The new version of Carlo Collodi’s work, put online on Friday on the platform, is a wonderful tale, echo of the obsessions of the Mexican director.
by Thomas Sotinal
We can do what we want from Pinocchio: after all, it’s just a piece of wood. The speaking log out of the imagination of Carlo Collodi (1826-1890) has become a toy with rounded shapes at Walt Disney (1940), a real little boy, son of Nino Manfredi, in the adaptation of Luigi Comencini ( 1972), the protagonist of the erotic adventures of Pinocchio (Corey Allen, 1971) and that of a horror film (La Revanche de Pinocchio, Kevin Tenney, 1996). In the past two years, he has taken the features of a child made up in Pantin in the version of Matteo Garrone and recomposed in Mièvres pixels for Robert Zemeckis who worked for the Disney platform.
Why then be interested in the new addition of this endless filmography rather than rereading the violent, poetic and sometimes inconsistent text of Collodi? Because Guillermo Del Toro, who signs, with host Mark Gustafson, the adaptation that Netflix puts online on December 9, found in the tribulations of the puppet of what nourishing his own obsessions, and that he made it a Show both dark and sweet, a melancholy enchantment that evokes the days that shorten and the trees that strip more than Christmas lights.
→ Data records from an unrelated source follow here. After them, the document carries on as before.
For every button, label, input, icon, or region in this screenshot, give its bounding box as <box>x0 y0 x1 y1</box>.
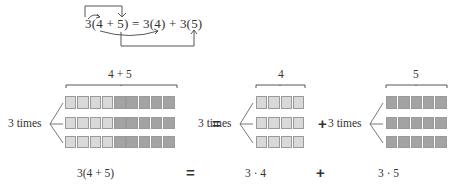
grid-row <box>256 136 305 149</box>
dark-cell <box>411 136 422 149</box>
light-cell <box>256 96 267 109</box>
dark-cell <box>114 117 125 130</box>
light-cell <box>293 136 304 149</box>
plus-sign: + <box>318 115 327 132</box>
light-cell <box>268 96 279 109</box>
light-cell <box>65 117 76 130</box>
light-cell <box>293 96 304 109</box>
brace-label-4-plus-5: 4 + 5 <box>108 68 132 80</box>
light-cell <box>256 117 267 130</box>
grid-row <box>256 96 305 109</box>
light-cell <box>90 96 101 109</box>
dark-cell <box>114 96 125 109</box>
brace-label-4: 4 <box>278 68 284 80</box>
light-cell <box>77 96 88 109</box>
light-cell <box>268 136 279 149</box>
dark-cell <box>151 117 162 130</box>
distribution-arrows <box>85 6 197 46</box>
dark-cell <box>435 96 446 109</box>
dark-cell <box>139 117 150 130</box>
light-cell <box>65 136 76 149</box>
dark-cell <box>423 136 434 149</box>
light-cell <box>256 136 267 149</box>
light-cell <box>281 136 292 149</box>
dark-cell <box>386 117 397 130</box>
grid-row <box>65 136 176 149</box>
dark-cell <box>398 96 409 109</box>
dark-cell <box>411 117 422 130</box>
dark-cell <box>435 117 446 130</box>
dark-cell <box>139 136 150 149</box>
row-label-3-times: 3 times <box>8 117 42 129</box>
dark-cell <box>398 136 409 149</box>
light-cell <box>77 117 88 130</box>
bottom-equals: = <box>186 164 195 181</box>
bottom-expression-right: 3 · 5 <box>378 167 399 179</box>
light-cell <box>268 117 279 130</box>
grid-row <box>386 96 447 109</box>
bottom-expression-middle: 3 · 4 <box>245 167 266 179</box>
grid-row <box>256 117 305 130</box>
light-cell <box>102 136 113 149</box>
bottom-plus: + <box>316 164 325 181</box>
dark-cell <box>435 136 446 149</box>
dark-cell <box>126 96 137 109</box>
bottom-expression-left: 3(4 + 5) <box>77 167 114 179</box>
row-label-3-times: 3 times <box>198 117 232 129</box>
dark-cell <box>163 117 174 130</box>
light-cell <box>293 117 304 130</box>
grid-row <box>386 117 447 130</box>
dark-cell <box>386 96 397 109</box>
light-cell <box>281 96 292 109</box>
row-label-3-times: 3 times <box>328 117 362 129</box>
dark-cell <box>163 136 174 149</box>
grid-row <box>386 136 447 149</box>
dark-cell <box>126 136 137 149</box>
dark-cell <box>398 117 409 130</box>
dark-cell <box>114 136 125 149</box>
light-cell <box>90 136 101 149</box>
light-cell <box>65 96 76 109</box>
diagram-lines <box>0 0 461 190</box>
dark-cell <box>139 96 150 109</box>
dark-cell <box>126 117 137 130</box>
braces <box>66 85 447 88</box>
dark-cell <box>411 96 422 109</box>
light-cell <box>102 96 113 109</box>
grid-row <box>65 117 176 130</box>
light-cell <box>90 117 101 130</box>
dark-cell <box>423 117 434 130</box>
light-cell <box>77 136 88 149</box>
grid-row <box>65 96 176 109</box>
dark-cell <box>151 136 162 149</box>
dark-cell <box>151 96 162 109</box>
light-cell <box>281 117 292 130</box>
dark-cell <box>386 136 397 149</box>
dark-cell <box>163 96 174 109</box>
brace-label-5: 5 <box>413 68 419 80</box>
light-cell <box>102 117 113 130</box>
dark-cell <box>423 96 434 109</box>
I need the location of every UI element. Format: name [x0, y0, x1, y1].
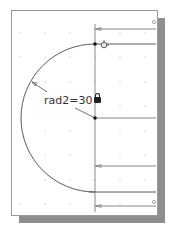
- radius-dimension-text: rad2=30: [44, 94, 92, 107]
- radius-leader: [75, 108, 95, 118]
- lock-icon: [94, 97, 101, 103]
- endpoint-top: [93, 42, 97, 46]
- grid-dots: [19, 32, 145, 204]
- tangent-marker-icon: [152, 20, 155, 23]
- sketch-geometry: [0, 0, 174, 232]
- center-point: [93, 116, 97, 120]
- radius-leader: [32, 82, 47, 92]
- radius-dimension[interactable]: rad2=30: [44, 95, 101, 107]
- sketch-canvas[interactable]: rad2=30: [0, 0, 174, 232]
- arc: [21, 44, 95, 192]
- tangent-marker-icon: [152, 200, 155, 203]
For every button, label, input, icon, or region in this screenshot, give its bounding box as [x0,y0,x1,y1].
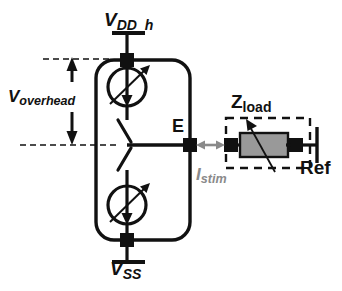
label-supply-vss: VSS [110,259,141,278]
label-overhead-base: V [8,87,19,106]
variable-current-source-bottom [108,183,150,225]
label-supply-vdd-base: V [104,9,117,30]
label-stim-current: Istim [196,166,227,183]
schematic-canvas [0,0,342,291]
load-impedance-block [238,119,291,172]
label-zload-base: Z [231,91,243,112]
label-load-impedance: Zload [231,92,272,111]
label-supply-vdd: VDD_h [104,10,153,29]
label-overhead-voltage: Voverhead [8,88,75,105]
label-supply-vss-base: V [110,258,123,279]
circuit-diagram: VDD_h VSS Voverhead E Zload Ref Istim [0,0,342,291]
label-reference-electrode: Ref [300,158,331,177]
label-istim-sub: stim [201,172,227,186]
pad-vss [120,233,134,247]
pad-electrode [183,138,197,152]
label-electrode-node: E [172,117,184,135]
pad-load-right [289,138,303,152]
label-supply-vdd-sub: DD_h [117,17,154,33]
label-zload-sub: load [243,99,272,115]
label-overhead-sub: overhead [19,94,75,108]
label-supply-vss-sub: SS [123,266,142,282]
variable-current-source-top [108,65,150,107]
istim-arrow [196,141,225,150]
pad-vdd [120,53,134,67]
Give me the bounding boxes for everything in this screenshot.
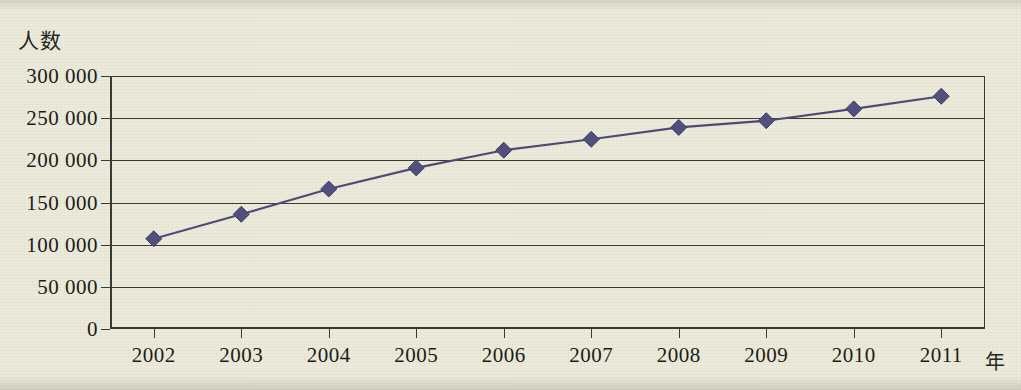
x-axis-label: 2010 <box>832 343 876 368</box>
data-point-marker <box>321 181 337 197</box>
y-axis-label: 50 000 <box>37 274 98 299</box>
data-point-marker <box>846 101 862 117</box>
y-axis-label: 0 <box>87 317 98 342</box>
x-axis-label: 2006 <box>482 343 526 368</box>
chart-page: 人数 年 050 000100 000150 000200 000250 000… <box>0 0 1021 390</box>
y-axis-label: 300 000 <box>26 64 98 89</box>
y-axis-tick <box>101 203 110 204</box>
x-axis-tick <box>854 329 855 338</box>
x-axis-label: 2002 <box>132 343 176 368</box>
data-point-marker <box>496 142 512 158</box>
data-point-marker <box>933 88 949 104</box>
x-axis-tick <box>679 329 680 338</box>
y-axis-tick <box>101 118 110 119</box>
y-axis-label: 100 000 <box>26 232 98 257</box>
x-axis-label: 2003 <box>219 343 263 368</box>
x-axis-tick <box>416 329 417 338</box>
y-axis-tick <box>101 329 110 330</box>
y-axis-tick <box>101 287 110 288</box>
x-axis-tick <box>504 329 505 338</box>
x-axis-label: 2004 <box>307 343 351 368</box>
y-axis-title: 人数 <box>18 24 62 54</box>
x-axis-tick <box>154 329 155 338</box>
data-point-marker <box>233 206 249 222</box>
y-axis-tick <box>101 160 110 161</box>
x-axis-label: 2007 <box>569 343 613 368</box>
x-axis-label: 2009 <box>744 343 788 368</box>
data-point-marker <box>146 231 162 247</box>
data-series <box>110 76 985 329</box>
y-axis-label: 150 000 <box>26 190 98 215</box>
plot-area: 050 000100 000150 000200 000250 000300 0… <box>110 76 985 329</box>
x-axis-label: 2008 <box>657 343 701 368</box>
data-point-marker <box>408 160 424 176</box>
x-axis-tick <box>329 329 330 338</box>
y-axis-label: 250 000 <box>26 106 98 131</box>
x-axis-tick <box>241 329 242 338</box>
data-point-marker <box>671 119 687 135</box>
x-axis-title: 年 <box>985 346 1006 375</box>
x-axis-label: 2005 <box>394 343 438 368</box>
y-axis-tick <box>101 245 110 246</box>
series-line <box>154 96 942 239</box>
x-axis-tick <box>591 329 592 338</box>
data-point-marker <box>758 113 774 129</box>
x-axis-tick <box>941 329 942 338</box>
x-axis-label: 2011 <box>920 343 963 368</box>
y-axis-label: 200 000 <box>26 148 98 173</box>
data-point-marker <box>583 131 599 147</box>
x-axis-tick <box>766 329 767 338</box>
y-axis-tick <box>101 76 110 77</box>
This pinocchio- beyond the screen by the grace of the animation in stop motion. Guillermo Del Toro and Patrick Mchale’s script gives him a reason for being that we do not find at Collodi. Gepetto, an imposing old man, does not seek to furnish his loneliness but to get out of the mourning of his son who perished in a bombardment (we quickly understand that history is located not far from the border between Italy and Austria -Hhongrie, shortly after the armistice of 1918). Present from the first sequence, death will never move away. As it is customary when we adapt this story, the author has rearrang the episodes, amended them or metamorphosed.
The Pinocchio life drive, which nevertheless never loses its woody physiognomy, is irrepressible. It comes up against conventions, but also to the desire of its creator to maintain it in the limbo, very close to the missing son. Guillermo del Toro explains it in the note of intent that accompanies the film: for him, the Italian puppet is the cousin of the creature of Doctor Frankenstein, an artificial and deeply human being who struggles under the influence (here benevolent) of its creator.
We will find the puppet theater, led by a terrifying incarnation of show business, but the island of children, the one where the dunce is changed in donkeys, becomes here an Alpine fortress where the fascists prepare the boys for the career military. As in Pan’s labyrinth, the Mexican filmmaker offers a childish character the help of the supernatural to escape the rets of totalitarianism. In Pinocchio, Mussolini took the place of Franco, and the blue fairy that of the magic creatures that populated the labyrinth. The beautiful lady of Walt Disney or Comencini (who had entrusted the role to Gina Lollobrigida) gives way to a strange creature which could be out of a canvas of Odilon Redon, to the unstable physiognomy.